No on Measure A – Jeff Harris and Larry Carr
Jeff Harris and Larry Carr share their opinion on Measure A.
Jeff Harris and Larry Carr share their opinion on Measure A.
Rick Jennings and Jay Schenirer share their opinion on Measure A.
Cassandra Jennings and Chet Hewett share their opinion on Measure A
It was in March when I saw the Facebook meme, “I would like to exercise the 90-day return provision on the Year 2020.”
As more than one person has observed, 2020 has proven to be the conflated sum of cataclysmic elements from the 1918 flu pandemic, the financial crisis of 1929 and the social seismicity of 1968.

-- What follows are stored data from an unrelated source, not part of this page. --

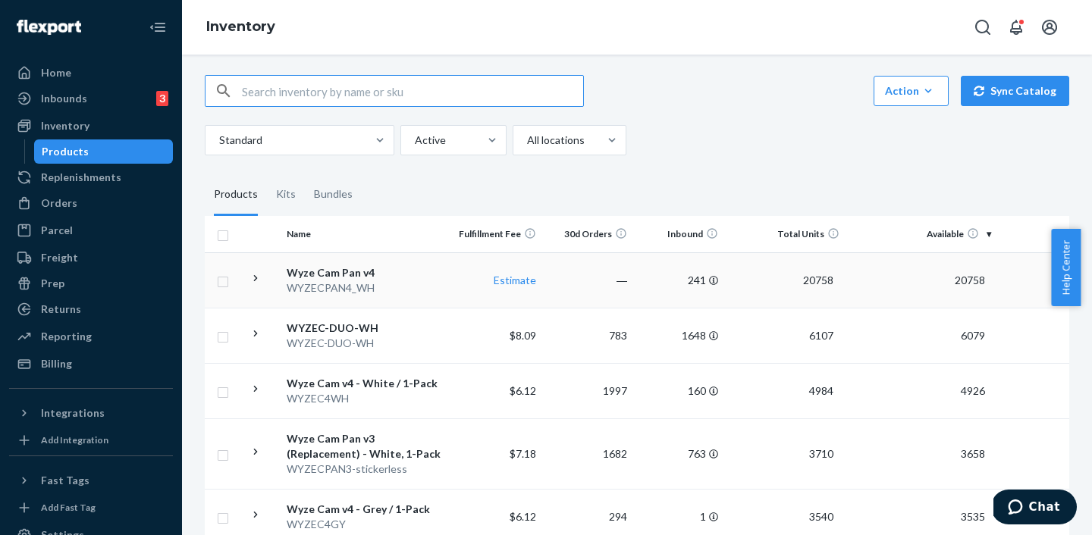 The image size is (1092, 535). I want to click on a: Prep, so click(91, 284).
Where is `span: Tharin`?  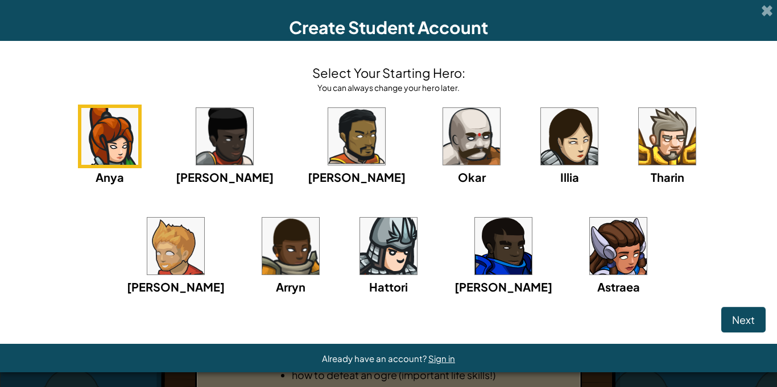
span: Tharin is located at coordinates (667, 177).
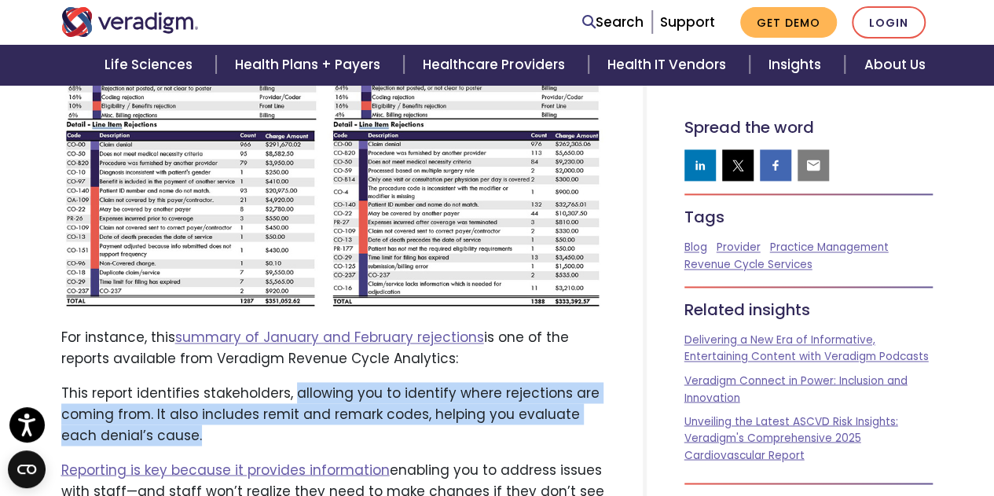 The image size is (994, 496). What do you see at coordinates (613, 22) in the screenshot?
I see `a: Search` at bounding box center [613, 22].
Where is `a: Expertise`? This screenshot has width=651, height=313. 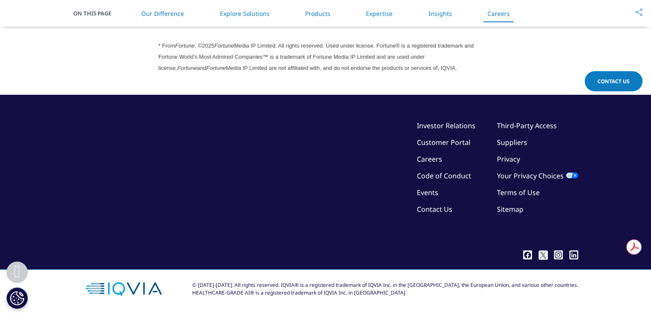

My high school history teacher came to class one day and said, “Unlearn what you have learned.” That was all he said for the day.
We made fun of him for weeks. Little did I know those words would stick with me for 50 years.
Many of us are looking at the reality of race relations in America today with new eyes. We are listening to those giving voice to the pain of the black experience with new ears. In a moment where every possible calamity has seemed to befall America at once the familiar tragedy of the historic relationship between law enforcement and the black community has suddenly spilled forth among all other issues as the great moral reckoning of our moment. Who among us saw this coming? Yet all of American history has led us here.
Black lives matter. But black lives are American lives. Like all American peoples, the African-American journey is made up of not one story but many. Understanding the streams of these experiences can help us to understand the journey of a people whose aspirations lie at the heart of our path to a more perfect union.